His college duties were postponed, though, when the United States entered World War I. As a lieutenant, he was the regimental intelligence officer attached to the 336th Infantry Company of the 92nd Division. He saw action at the Meuse-Argonne Offensive in 1918. When the armistice was declared, it was Abbott who carried the message of cease-fire from his colonel to the troops. Abbott was later a commissioned officer in the Army Reserve. (The US Army Reserve Center at Tuskegee is now named the Cleveland Leigh Abbott Center.)
After the war, Abbott joined the faculty of Kansas Vocational School in Topeka, where he coached and was commandant of cadets.

In 1923 Cleveland Abbott was hired as an agricultural chemist and athletic director at Tuskegee Institute, a job that had been personally offered to him by Booker T. Washington in 1913 on the condition that he successfully earn his B.A. degree. As athletic director Abbott was expected to coach the Institute’s football team. During Abbott’s 32-year career, the Tuskegee team had a 202–95–27 record including six undefeated seasons; positions he held until his death in 1955.
In 32 seasons, Abbott’s gridiron record was 203-95-15. His teams claimed 12 conference titles and six mythical National Black College championships. In 1954, he was the first African-American college football coach to rack up 200 victories.

Abbott also started the women’s track and field program at Tuskegee in 1937. The team was undefeated from 1937 to 1942. Six of his athletes competed on U.S. Olympic track teams, among the notable female athletes he coached were Alice Coachman, Mildred McDaniel, and Nell Jackson. Coachman was the first African-American woman to win a gold medal, taking the high jump title at the 1948 Olympic Games in London. McDaniel repeated the feat in 1956 with a world-record jump of five feet, nine inches at the Helsinki Olympics.

From 1935 to 1955, Abbott’s outdoor track and field teams won 14 national titles, including eight consecutive. His squads captured 21 international AAU track and field crowns. Individually, Tuskegee athletes brought home 49 indoor and outdoor titles with six making Olympic track and field teams.

Abbott served on the women’s committee of the old National AAU (USA Track and Field predecessor) and twice was on the U.S. Olympic Track and Field Committee. He is also a member of the Alabama Sports Hall of Fame, and is one of the founders of the Southern Intercollegiate Athletic Conference Basketball Tournament.

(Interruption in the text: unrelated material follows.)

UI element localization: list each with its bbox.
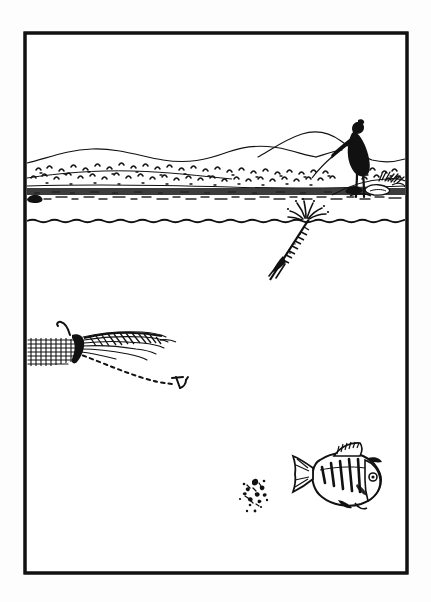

Abbott is credited with being one of the pioneer coaches of women’s track and field for more than four decades. He is said to have developed the program that opened track and field to women in the United States.

Abbott was inducted into the South Dakota State University Hall of Fame in 1968, the Tuskegee University Hall of Fame in 1975, the Southern Intercollegiate Athletic Conference Hall of Fame in 1992, the Alabama Sports Hall of Fame in 1995, and the USA Track and Field Hall of Fame in 1996. Also in 1996, in recognition of his outstanding contributions to athletics, the Tuskegee University Football Stadium were renamed the Cleveland Leigh Abbott Memorial Alumni Stadium.

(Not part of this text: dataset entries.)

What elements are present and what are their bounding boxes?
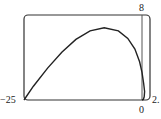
- x-max-label: 2.: [152, 95, 160, 105]
- curve: [24, 28, 145, 100]
- viewing-window-frame: [24, 15, 150, 100]
- x-min-label: −25: [0, 95, 16, 105]
- plot-area: [0, 0, 161, 119]
- y-max-label: 8: [139, 3, 144, 13]
- x-zero-label: 0: [139, 105, 144, 115]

Another female track and field standout was Evelyn Lawler Lewis, mother of Olympic track great Carl Lewis. A 1949 Tuskegee graduate, Lewis named her second son, Cleveland Abbott, after him. After college, she went on to compete in the 1951 Pan American Games in Argentina, and like “Cleve,” she also turned to coaching.

Lewis says Abbott was well ahead of his time, from coaching to teaching and training techniques. What’s more, she says, Abbott inspired his athletes.

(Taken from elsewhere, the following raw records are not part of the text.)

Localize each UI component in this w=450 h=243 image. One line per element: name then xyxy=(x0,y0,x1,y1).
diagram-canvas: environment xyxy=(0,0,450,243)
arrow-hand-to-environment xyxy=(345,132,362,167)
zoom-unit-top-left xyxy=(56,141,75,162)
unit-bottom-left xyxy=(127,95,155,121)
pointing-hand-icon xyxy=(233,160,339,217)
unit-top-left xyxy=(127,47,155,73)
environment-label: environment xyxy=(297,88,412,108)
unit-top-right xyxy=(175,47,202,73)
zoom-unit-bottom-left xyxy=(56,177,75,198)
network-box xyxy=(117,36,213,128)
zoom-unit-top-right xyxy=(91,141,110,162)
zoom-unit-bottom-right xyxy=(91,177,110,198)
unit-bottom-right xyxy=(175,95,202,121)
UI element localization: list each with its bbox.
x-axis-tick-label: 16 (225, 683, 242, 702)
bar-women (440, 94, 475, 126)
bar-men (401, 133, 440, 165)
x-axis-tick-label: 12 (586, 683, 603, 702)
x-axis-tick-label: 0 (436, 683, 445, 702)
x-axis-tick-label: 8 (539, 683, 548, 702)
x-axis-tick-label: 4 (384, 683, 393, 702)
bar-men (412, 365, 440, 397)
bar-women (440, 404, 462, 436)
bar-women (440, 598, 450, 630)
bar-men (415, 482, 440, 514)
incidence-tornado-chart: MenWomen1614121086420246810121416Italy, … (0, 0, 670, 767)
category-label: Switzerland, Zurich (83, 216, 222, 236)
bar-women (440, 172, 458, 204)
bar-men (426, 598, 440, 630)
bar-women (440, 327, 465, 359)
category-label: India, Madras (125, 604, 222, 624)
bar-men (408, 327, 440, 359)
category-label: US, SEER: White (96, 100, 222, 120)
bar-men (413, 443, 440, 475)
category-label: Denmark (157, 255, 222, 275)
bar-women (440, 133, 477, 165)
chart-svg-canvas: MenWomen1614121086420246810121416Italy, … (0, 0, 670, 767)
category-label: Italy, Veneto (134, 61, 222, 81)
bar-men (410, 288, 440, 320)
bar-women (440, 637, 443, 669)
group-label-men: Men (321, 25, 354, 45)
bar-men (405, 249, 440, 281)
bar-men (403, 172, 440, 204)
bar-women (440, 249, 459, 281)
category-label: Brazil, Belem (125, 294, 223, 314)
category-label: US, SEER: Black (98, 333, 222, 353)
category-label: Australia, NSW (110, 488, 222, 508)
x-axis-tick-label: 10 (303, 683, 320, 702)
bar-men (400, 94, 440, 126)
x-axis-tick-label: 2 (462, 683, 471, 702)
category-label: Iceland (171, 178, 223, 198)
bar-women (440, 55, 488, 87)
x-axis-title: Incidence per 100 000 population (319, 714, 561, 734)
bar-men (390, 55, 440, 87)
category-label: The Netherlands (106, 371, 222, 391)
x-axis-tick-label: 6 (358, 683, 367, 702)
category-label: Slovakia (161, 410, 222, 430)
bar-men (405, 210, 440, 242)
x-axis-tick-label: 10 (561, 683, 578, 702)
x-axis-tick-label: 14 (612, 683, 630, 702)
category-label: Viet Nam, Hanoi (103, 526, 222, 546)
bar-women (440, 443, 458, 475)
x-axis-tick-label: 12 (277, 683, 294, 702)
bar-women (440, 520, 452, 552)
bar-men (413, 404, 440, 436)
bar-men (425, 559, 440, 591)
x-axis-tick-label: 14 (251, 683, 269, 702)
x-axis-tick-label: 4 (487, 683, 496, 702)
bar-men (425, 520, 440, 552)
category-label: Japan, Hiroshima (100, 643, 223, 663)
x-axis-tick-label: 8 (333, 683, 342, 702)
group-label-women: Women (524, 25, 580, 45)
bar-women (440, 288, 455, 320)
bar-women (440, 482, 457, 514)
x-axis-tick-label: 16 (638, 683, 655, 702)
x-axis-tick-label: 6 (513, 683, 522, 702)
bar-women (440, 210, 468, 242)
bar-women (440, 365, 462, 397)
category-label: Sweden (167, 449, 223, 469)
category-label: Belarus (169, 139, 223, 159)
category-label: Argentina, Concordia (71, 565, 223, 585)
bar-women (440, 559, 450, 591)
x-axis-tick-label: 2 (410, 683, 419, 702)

“He made us believe we could be something,” she explains. “His main theme—what he always talked about—was ‘you can do it.’ You can do what you want. You can be as good as you want. He wasn’t a driving-type of coach—he was a motivator.”
Cleveland Leigh Abbott died at the Veterans Hospital in Tuskegee on April 14, 1955 and was buried in the Tuskegee University Campus Cemetery at Tuskegee, Alabama. Research more about this great American and share with your babies. Make it a champion day!